It’s Looking A Lot Like 2008 Now
The comments above & below is an edited and abridged synopsis of an article by Chris Martenson
Economic and market conditions are eerily like they were in late 2007/early 2008. Back then, everything was going well. Home prices were soaring. Jobs were plentiful.
The cultural marketing machine was proclaiming that a new era of permanent prosperity had dawned, thanks to the steady leadership of Alan Greenspan, and later Ben Bernanke.
Only a small cadre was singing a different tune, warning that a painful reckoning in the financial system was approaching fast.
Martenson discusses the Fed’s ‘reign of terror;’ one of Greenspan’s biggest sins while at the helm of the Fed (allowing banks to implement sweep accounts for retail deposit accounts), and how it is 2007/2008 all over again.
In closing he says: Assume the crash position. The perfect storm of crash triggers is here (rising interest rates, a fast-weakening dollar, a return of volatility to the markets after a decade of absence, rising oil prices), and it’s time to decide whether the recent drop in the Dow is the start of a 2008-style market melt-down or worse.

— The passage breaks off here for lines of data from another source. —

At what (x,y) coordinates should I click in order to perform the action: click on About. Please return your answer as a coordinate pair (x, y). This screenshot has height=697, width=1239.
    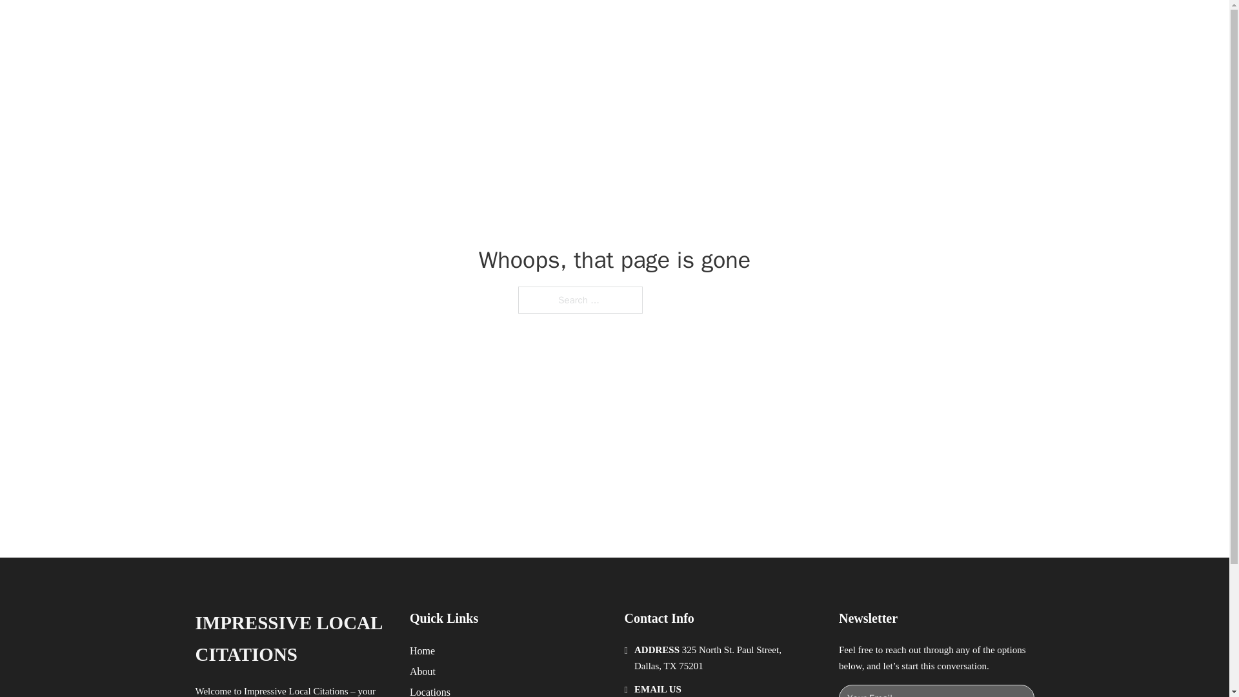
    Looking at the image, I should click on (423, 671).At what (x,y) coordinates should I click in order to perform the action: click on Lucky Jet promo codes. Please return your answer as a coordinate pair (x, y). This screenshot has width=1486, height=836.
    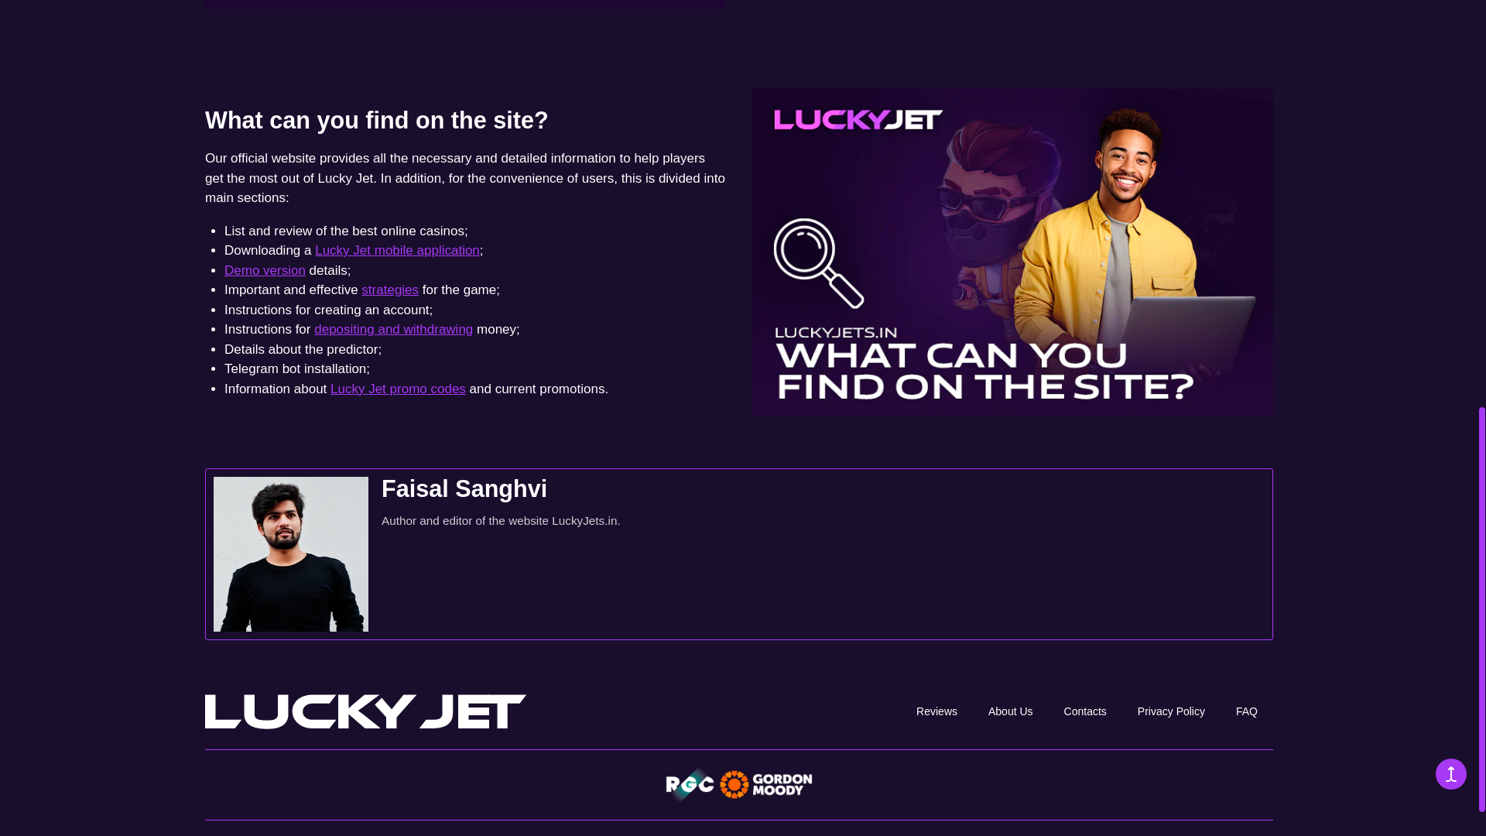
    Looking at the image, I should click on (398, 388).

These are distorted, deformed and liquidity-addicted markets. They’ve become entirely too dependent on continued largesse from the central banks. That is now ending, and when so many years of extreme market manipulation finally gives way, the losses will be enormous.
The chief concern of any prudent investor right now should be: How do I avoid being collateral damage in the coming reckoning?